Helping God
June 22nd, 2011 by Kristi Stephens
Yesterday we looked at God’s amazing covenant with Abram – a reminder that though His timetable was not what Abram expected, He was completely in control of it all.
And then, we turn to Genesis 16.
Now Sarai, Abram’s wife, had borne him no children. But she had an Egyptian maidservant named Hagar; so she said to Abram, “The LORD has kept me from having children. Go, sleep with my maidservant; perhaps I can build a family through her.”
Genesis 16:1-2
Oh, dear.
I’ve heard people be pretty hard on Abram and Sarai. I’ve been pretty hard on them myself at times. But how many times have I found myself running ahead of God? I know He has set me on a certain course, so I recklessly charge ahead rather than waiting for His direction and timing. My timing seems more… reasonable.
Sarai felt that she had waited long enough. She must have misunderstood God’s plan – He said Abram would have a son… perhaps she was the weak link.
Sarai’s plan, which Abram willingly endorsed, was an attempt to help God – to fill in an apparent oversight on His part. The outcome was not what she had hoped.
Abram agreed to what Sarai said. So after Abram had been living in Canaan ten years, Sarai his wife took her Egyptian maidservant Hagar and gave her to her husband to be his wife. He slept with Hagar, and she conceived.
When she knew she was pregnant, she began to despise her mistress. Then Sarai said to Abram, “You are responsible for the wrong I am suffering. I put my servant in your arms, and now that she knows she is pregnant, she despises me. May the LORD judge between you and me.”
“Your servant is in your hands,” Abram said. “Do with her whatever you think best.” Then Sarai mistreated Hagar; so she fled from her…”
Genesis 16:2-6
Sarai’s “helping” caused (not surprisingly!) a huge rift in her marriage, hostility between her and Hagar, and eventually ongoing hostility between Ishmael and Isaac, the son God had promised to them who would be born years later.
God is a covenant-making, covenant-keeping God. When God calls a husband or a wife to a great work, He calls them both. They are one, bound by the covenant of marriage. For those of you who are married, your marriage matters to God. While there certainly can be times when one spouse’s desire to follow and obey God wholeheartedly may cause stress on a relationship with a resistant husband or wife, God does not call us to disregard, fracture, or violate the covenant of marriage.
I am a dreamer, a big-picture excitable thinker who is idealistic and passionate and tends to figure things out as I go. God has blessed me with a husband who is careful, deliberate, realistic, and hesitant to make a quick decision. When God lays something on our hearts, I’m ready to GO and do it NOW. NP rarely is. Does that mean he is a spiritual handicap to me, a hurdle that I should leap over in a single bound? God has taught me time and time again over the years to slow down, allow NP to lead me, submit to his leadership, hold my excitable tongue, and pray that God will give us a unified heart and mind in His timing to show us exactly what He has for us to do. Learning to pray and wait has been a lesson in trusting God’s timing all of its own – and I can only imagine the heartache and poor decisions God has spared me from under the protective umbrella of my husband’s leadership.
Are you running ahead of God? Are you running ahead of your spouse?
Friends, God doesn’t need you to “help.” Do you feel unclear, uncertain, not sure of how the timing will unfold? Pray for clarity. Trust His sovereignty. Wait patiently – and know that God will never call you to violate Scriptural principles in order to accomplish His will.
If you’ve missed anything in the One Summer, One Story series, you can find all the posts indexed here!
This post is linked up to Women Living Well Wedensdays.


* **Your instructions**:
Please output exactly the lines from the one containing "Enclose *building* in a rectangle." through the last line of the records, both included.

[Data for processing Boundary: Start]

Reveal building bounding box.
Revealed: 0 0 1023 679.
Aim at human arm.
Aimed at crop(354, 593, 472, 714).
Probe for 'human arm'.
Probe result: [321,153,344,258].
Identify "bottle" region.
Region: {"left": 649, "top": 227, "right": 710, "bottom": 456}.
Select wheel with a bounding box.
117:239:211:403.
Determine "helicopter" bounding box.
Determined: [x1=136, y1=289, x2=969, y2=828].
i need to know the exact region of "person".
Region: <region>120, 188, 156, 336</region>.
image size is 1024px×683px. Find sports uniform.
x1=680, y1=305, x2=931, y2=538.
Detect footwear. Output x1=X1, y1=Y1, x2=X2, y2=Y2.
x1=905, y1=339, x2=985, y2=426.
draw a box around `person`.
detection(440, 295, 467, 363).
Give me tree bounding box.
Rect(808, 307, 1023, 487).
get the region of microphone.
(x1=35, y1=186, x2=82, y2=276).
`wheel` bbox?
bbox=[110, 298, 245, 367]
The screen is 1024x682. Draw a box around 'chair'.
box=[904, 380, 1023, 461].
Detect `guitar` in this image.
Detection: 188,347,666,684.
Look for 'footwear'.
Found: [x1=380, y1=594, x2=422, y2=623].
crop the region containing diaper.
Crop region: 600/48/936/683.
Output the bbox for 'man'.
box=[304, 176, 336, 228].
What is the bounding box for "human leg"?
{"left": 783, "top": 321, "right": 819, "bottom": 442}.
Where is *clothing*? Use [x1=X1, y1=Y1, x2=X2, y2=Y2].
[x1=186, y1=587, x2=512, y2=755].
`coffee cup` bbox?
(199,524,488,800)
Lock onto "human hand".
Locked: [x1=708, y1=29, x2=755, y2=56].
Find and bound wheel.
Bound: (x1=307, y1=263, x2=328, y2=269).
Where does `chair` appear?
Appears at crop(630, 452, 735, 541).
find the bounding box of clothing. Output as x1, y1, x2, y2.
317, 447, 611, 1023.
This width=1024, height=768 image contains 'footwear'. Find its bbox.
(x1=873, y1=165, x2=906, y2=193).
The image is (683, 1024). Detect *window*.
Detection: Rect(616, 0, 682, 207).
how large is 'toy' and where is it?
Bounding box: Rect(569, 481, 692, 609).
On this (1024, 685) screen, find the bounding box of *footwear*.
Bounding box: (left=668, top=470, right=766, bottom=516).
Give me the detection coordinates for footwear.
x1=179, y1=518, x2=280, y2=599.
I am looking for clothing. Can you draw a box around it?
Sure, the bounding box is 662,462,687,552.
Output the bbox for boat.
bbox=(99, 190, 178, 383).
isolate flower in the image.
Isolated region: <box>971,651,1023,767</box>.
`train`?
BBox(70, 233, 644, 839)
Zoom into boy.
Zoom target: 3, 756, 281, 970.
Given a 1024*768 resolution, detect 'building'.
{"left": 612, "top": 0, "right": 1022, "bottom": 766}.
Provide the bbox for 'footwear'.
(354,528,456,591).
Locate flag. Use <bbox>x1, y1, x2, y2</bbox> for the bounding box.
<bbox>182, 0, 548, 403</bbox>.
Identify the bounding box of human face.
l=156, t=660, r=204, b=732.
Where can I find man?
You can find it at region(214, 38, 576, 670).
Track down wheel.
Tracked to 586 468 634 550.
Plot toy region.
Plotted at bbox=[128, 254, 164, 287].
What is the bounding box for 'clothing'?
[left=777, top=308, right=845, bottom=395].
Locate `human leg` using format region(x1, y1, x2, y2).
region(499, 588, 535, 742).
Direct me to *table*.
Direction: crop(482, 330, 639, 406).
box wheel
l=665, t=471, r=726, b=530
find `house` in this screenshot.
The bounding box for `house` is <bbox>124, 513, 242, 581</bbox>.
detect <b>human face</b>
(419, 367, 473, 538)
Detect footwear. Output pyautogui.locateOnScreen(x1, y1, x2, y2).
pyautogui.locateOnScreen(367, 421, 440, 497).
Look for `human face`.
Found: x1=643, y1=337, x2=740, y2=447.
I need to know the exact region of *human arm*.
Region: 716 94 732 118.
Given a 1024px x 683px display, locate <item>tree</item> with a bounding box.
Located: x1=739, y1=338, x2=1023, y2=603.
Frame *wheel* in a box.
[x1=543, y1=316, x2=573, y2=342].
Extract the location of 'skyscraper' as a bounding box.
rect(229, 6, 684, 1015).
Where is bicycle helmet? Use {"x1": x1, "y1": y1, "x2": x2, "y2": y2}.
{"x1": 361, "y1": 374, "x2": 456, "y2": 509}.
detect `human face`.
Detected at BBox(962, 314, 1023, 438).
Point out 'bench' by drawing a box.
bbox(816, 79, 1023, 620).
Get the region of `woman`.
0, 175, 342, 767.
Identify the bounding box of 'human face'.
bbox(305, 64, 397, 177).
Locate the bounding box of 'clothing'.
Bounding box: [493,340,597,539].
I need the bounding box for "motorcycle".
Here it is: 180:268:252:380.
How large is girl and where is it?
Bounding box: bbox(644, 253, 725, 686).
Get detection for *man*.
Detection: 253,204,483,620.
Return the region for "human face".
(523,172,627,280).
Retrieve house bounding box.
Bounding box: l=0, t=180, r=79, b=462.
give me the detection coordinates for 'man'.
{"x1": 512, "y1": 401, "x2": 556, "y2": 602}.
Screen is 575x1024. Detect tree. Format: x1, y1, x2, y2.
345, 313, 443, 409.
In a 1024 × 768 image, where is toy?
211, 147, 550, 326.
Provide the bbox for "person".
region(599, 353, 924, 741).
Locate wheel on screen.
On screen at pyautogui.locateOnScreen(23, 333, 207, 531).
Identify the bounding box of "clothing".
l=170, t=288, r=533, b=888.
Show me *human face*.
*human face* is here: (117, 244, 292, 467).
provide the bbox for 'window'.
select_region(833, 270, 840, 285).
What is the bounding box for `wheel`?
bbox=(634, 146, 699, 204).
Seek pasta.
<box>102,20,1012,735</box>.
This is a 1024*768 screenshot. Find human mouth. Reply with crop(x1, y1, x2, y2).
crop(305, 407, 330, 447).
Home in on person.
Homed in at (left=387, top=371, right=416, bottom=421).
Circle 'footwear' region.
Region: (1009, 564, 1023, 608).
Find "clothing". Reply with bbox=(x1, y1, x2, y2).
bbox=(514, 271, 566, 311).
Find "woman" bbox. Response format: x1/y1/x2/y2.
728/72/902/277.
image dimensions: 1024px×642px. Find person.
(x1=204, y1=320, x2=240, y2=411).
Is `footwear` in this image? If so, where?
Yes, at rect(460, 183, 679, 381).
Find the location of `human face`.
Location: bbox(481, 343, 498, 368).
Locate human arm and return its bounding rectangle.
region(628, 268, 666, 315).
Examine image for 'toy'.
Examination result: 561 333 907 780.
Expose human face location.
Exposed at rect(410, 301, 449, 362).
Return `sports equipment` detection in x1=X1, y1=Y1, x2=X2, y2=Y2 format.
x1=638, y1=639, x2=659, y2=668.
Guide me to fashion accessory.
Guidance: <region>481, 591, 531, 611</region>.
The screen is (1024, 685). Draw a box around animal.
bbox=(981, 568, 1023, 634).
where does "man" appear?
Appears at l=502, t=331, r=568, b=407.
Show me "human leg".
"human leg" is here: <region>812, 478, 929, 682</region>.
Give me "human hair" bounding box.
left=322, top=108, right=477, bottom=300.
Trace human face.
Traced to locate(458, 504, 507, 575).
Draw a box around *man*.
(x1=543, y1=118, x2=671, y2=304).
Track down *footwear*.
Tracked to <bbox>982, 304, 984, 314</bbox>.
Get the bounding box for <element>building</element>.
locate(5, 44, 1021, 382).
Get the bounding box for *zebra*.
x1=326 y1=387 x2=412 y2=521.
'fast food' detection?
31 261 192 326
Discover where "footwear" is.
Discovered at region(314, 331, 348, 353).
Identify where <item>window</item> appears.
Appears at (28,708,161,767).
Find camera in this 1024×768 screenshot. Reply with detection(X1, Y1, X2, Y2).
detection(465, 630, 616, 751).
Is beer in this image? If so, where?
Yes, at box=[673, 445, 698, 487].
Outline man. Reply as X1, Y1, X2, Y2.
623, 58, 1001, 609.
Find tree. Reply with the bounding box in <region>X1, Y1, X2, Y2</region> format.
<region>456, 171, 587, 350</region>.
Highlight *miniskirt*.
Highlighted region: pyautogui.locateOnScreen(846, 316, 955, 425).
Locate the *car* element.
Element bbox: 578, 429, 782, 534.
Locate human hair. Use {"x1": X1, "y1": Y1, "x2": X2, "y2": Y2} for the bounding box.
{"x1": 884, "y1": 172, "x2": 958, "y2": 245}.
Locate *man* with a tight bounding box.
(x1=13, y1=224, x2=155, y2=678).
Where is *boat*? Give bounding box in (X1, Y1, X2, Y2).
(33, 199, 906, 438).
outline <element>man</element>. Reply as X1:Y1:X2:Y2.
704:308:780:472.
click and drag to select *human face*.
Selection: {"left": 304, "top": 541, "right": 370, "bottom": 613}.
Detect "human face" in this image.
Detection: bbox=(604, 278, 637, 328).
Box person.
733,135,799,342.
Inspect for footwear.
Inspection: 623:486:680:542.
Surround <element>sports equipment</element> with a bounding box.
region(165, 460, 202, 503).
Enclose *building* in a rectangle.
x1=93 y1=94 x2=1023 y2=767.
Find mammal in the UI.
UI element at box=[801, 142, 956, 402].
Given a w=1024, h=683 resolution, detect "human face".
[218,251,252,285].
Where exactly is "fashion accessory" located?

[Data for processing Boundary: End]

* **Output for this exercise**:
Enclose *building* in a rectangle.
x1=93 y1=94 x2=1023 y2=767.
Find mammal in the UI.
UI element at box=[801, 142, 956, 402].
Given a w=1024, h=683 resolution, detect "human face".
[218,251,252,285].
Where exactly is "fashion accessory" located?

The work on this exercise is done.